There was no “main” person to invent the television. It took a lot of different brains and time to create what we have today. The idea started in the 1830s and 40s when the telegraph and telephone were invented.
The first step was when Samuel F. B developed the telegraph which allowed messages being sent through wires. Which follows up to Alexander Graham Bell inventing the telephone allowing voices to travel through distance. With the two combined it created a lee way for Paul Nipkow to make a system to send images through moving discs. He named it the electric telescope, otherwise known as the early form of a television.
Mechanical Television was the first to be commercially produced. On March 25th 1925, Scottish inventor John Logie Baird gave the first ever demonstration of moving images on a television screen. This television was the first to utilize a cathode ray tube and its history can be traced back to the 19th century experimentation which involved cathode rays and electro-mechanical projectors.

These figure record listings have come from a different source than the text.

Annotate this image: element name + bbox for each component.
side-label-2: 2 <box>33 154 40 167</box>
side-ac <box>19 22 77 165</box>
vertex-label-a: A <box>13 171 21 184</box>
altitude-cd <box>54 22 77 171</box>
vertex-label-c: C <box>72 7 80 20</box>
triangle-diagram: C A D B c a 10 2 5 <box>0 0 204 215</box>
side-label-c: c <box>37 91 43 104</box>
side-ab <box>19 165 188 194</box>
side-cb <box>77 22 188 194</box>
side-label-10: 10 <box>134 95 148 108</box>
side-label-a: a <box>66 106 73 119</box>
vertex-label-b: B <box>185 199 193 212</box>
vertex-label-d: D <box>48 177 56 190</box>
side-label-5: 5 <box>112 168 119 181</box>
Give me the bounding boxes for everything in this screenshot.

Although Mechanical television was groundbreaking, it had limitations in quality and that made it hard to use at home. This led to the development of electronic television, which had a much better image and capabilities. In 1927, Philo Farnsworth invented the first fully electronic television system. Farnsworth’s "image dissector" was able to convert images into electrical signals without any mechanical components. This was a significant improvement from the rotating discs of mechanical TV. Around the same time, Vladimir Zworykin, developed a camera tube called the “Iconoscope,” which was also instrumental in the advancement of electronic television technology.

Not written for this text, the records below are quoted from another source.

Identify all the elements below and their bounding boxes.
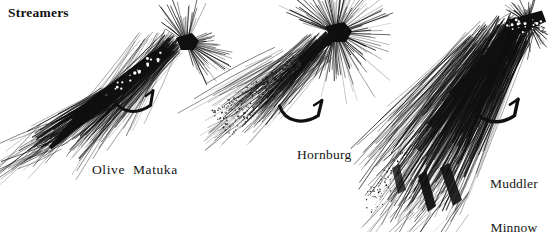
fly-illustrations-svg	[0, 0, 554, 232]
page-title: Streamers	[8, 5, 69, 21]
fly-caption-line-2: Minnow	[490, 221, 538, 233]
fly-caption-hornburg: Hornburg	[297, 148, 352, 163]
illustration-plate: Streamers Olive Matuka Hornburg Muddler …	[0, 0, 554, 232]
fly-caption-olive-matuka: Olive Matuka	[92, 163, 178, 178]
fly-caption-line-1: Muddler	[490, 177, 538, 192]
fly-caption-muddler-minnow: Muddler Minnow	[490, 148, 538, 232]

The two inventors, Farnsworth and Zworykin, later were part of a long patent argument.
In 1934 Farnsworth won the battle when the patent office ruled in his favor. This secured his name for the invention of the electronic television.
In 1939, at the New York World Fair, television made a big public introduction. RCA broadcast the opening ceremonies and this marked history in American culture.
By the 1950s, television was typical of every household, and it became the main source of entertainment and news, surpassing radio. Over time inventors and scientists have created the evolution of television from mechanical TV to today’s very thin high-definition smart TVs. These inventions and upgrades in technology has shaped the way we watch TV, get our content, and connect with each other through a screen.